Whats the best Settings for a low Input Lag. Actually i have Gsync Fullscreen on and V-Sync on. How i get the lowest possible Input Lag?

Thank you so much for your help. I tested a lot of settings but i dont get what i want :=)

Shaynez
Guest
Shaynez

Hi, in certain games (such as Dark Souls II), exclusive fullscreen forces a 60Hz refresh rate regardless of your monitor’s maximum refresh rate. Does changing the refresh rate your monitor is currently running at also change the G-Sync ceiling?
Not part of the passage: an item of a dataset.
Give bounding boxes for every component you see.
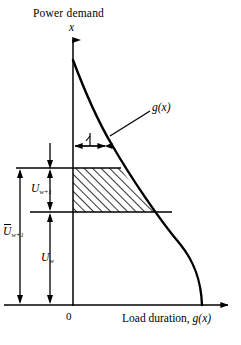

Basically I’m wondering if I should cap my fps at 57 or not in these games (My monitor is 144Hz).

Thanks for all the great info!

AlianosFN
Member
AlianosFN

Hi, I have a question.

I play Fortnite competitively on a 165 Hz 1440p monitor with a GTX 1070 Ti using pretty much all the settings you recommended in this thread (gsync ON, vsync ON, game on fullscreen, fps limited in game files to 162, and finally low latency mode ON).

Now since the nvidia driver update from today got released the new nvidia Reflex Low Latency setting was added to the game. With the setting come 3 options: OFF, ON or ON + BOOST. A thing i noticed when i turned it to either ON or ON + BOOST was that instead of my fps cap being 162, my fps got capped at 158 (so 4 frames lower than the limit i set myself).

This raised a question;
Does turning the setting ON (or ON + BOOST) impact the way gsync works (also in combination with the other recommended settings in this thread)?
If so, what would you recommend me to do? Should i keep the nvidia reflex setting off? Or should i keep it on (since according to nvidia it reduces system delay) and change my fps cap to make up for the 4 frames i lost?

Ultimately i think my question is; how does the nvidia reflex low latency setting fit in the picture with gsync and the recommended settings in this thread?

Thanks in advance for taking the time to read/answer to my questions!